Dreams and realityWhatever the motive, after all the work of finding a piece of land, designing the house, and building it (or having it built), there is still many a slip 'twixt cup and lip: not everything ends up going smoothly.
Lin Dailing says that virtually everyone she interviewed had some hard times to report. Problems ranged from lazy workmen, dishonest contractors who absconded with funds, and materials being stolen, to sudden sharp rises in the price of steel rebars-unforeseen accidents can happen at any point. Thus amateur homebuilders, besides having brains filled with fantasies, also have to learn how to select and buy building materials, contract out jobs, supervise workmen, and do follow-up maintenance. And even then you may still find yourself friendless in some remote place, or even up against demonic neighbors, not to mention figuring out how to protect yourself against burglars. Therefore she advises that people who want to turn their dreams into reality have to assess carefully their own determination and capabilities, and not act rashly.

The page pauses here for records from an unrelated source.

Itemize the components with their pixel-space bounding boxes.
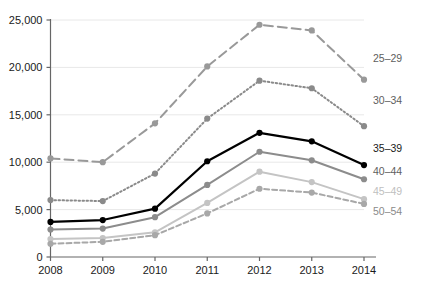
- data-point: [309, 179, 315, 185]
- data-point: [47, 241, 53, 247]
- data-point: [152, 214, 158, 220]
- legend-item-45-49[interactable]: 45–49: [373, 185, 402, 197]
- line-chart: 05,00010,00015,00020,00025,000 200820092…: [0, 0, 439, 288]
- y-axis-tick-label: 5,000: [15, 204, 43, 216]
- data-point: [47, 219, 53, 225]
- data-point: [47, 197, 53, 203]
- data-point: [309, 157, 315, 163]
- x-axis-tick-label: 2012: [247, 264, 271, 276]
- legend-item-35-39[interactable]: 35–39: [373, 142, 402, 154]
- data-point: [100, 159, 106, 165]
- x-axis-tick-label: 2013: [300, 264, 324, 276]
- data-point: [204, 210, 210, 216]
- data-point: [204, 158, 210, 164]
- data-point: [47, 226, 53, 232]
- data-point: [256, 149, 262, 155]
- x-axis-tick-label: 2014: [352, 264, 376, 276]
- data-point: [152, 120, 158, 126]
- data-point: [309, 189, 315, 195]
- data-point: [361, 176, 367, 182]
- x-axis-tick-label: 2009: [91, 264, 115, 276]
- chart-canvas: 05,00010,00015,00020,00025,000 200820092…: [0, 0, 439, 288]
- data-point: [309, 85, 315, 91]
- data-point: [100, 217, 106, 223]
- data-point: [204, 115, 210, 121]
- data-point: [309, 138, 315, 144]
- data-point: [100, 198, 106, 204]
- data-point: [256, 22, 262, 28]
- data-point: [361, 201, 367, 207]
- data-point: [204, 182, 210, 188]
- data-point: [309, 27, 315, 33]
- data-point: [204, 200, 210, 206]
- data-point: [100, 225, 106, 231]
- data-point: [256, 169, 262, 175]
- data-point: [47, 155, 53, 161]
- data-point: [204, 63, 210, 69]
- data-point: [256, 78, 262, 84]
- data-point: [361, 162, 367, 168]
- y-axis-tick-label: 25,000: [9, 14, 43, 26]
- data-point: [152, 206, 158, 212]
- y-axis-tick-label: 15,000: [9, 109, 43, 121]
- data-point: [361, 77, 367, 83]
- data-point: [152, 232, 158, 238]
- data-point: [361, 123, 367, 129]
- data-point: [256, 130, 262, 136]
- legend-item-50-54[interactable]: 50–54: [373, 205, 402, 217]
- x-axis-tick-label: 2011: [195, 264, 219, 276]
- data-point: [152, 170, 158, 176]
- y-axis-tick-label: 20,000: [9, 61, 43, 73]
- data-point: [100, 239, 106, 245]
- x-axis-tick-label: 2010: [143, 264, 167, 276]
- y-axis-tick-label: 0: [36, 251, 42, 263]
- data-point: [256, 186, 262, 192]
- legend-item-25-29[interactable]: 25–29: [373, 52, 402, 64]
- legend-item-40-44[interactable]: 40–44: [373, 165, 402, 177]
- y-axis-tick-label: 10,000: [9, 156, 43, 168]
- legend-item-30-34[interactable]: 30–34: [373, 94, 402, 106]
- x-axis-tick-label: 2008: [38, 264, 62, 276]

And once the dream is realized, what does it feel like to live in a modern-day "peach-blossom paradise" (to borrow the name of the idealized land of the ancient poet Tao Yuanming)? In 2002, Shih Chi-ching retired from teaching and feminist activism, and moved to the mountains of Miaoli. In a book of her experiences, she wrote that it is not so easy to be a "modern Tao Yuanming"! For instance, she feels exasperated when she looks out at the rampant weeds overrunning her 3000 azalea plants on her nearly 4000 ping of land. Though she busts her behind pulling weeds, they refuse to die. Yet she still loves her mountain lifestyle, "falling asleep amidst the croaking of frogs, waking up with the singing of birds."
For those who dream of building their own homes, whatever stage you may be at, ultimately you have to return to the fundamental question: "What is it that you see in your imagination as home?" In the end, only if you know your own heart well can you create your own igokochi!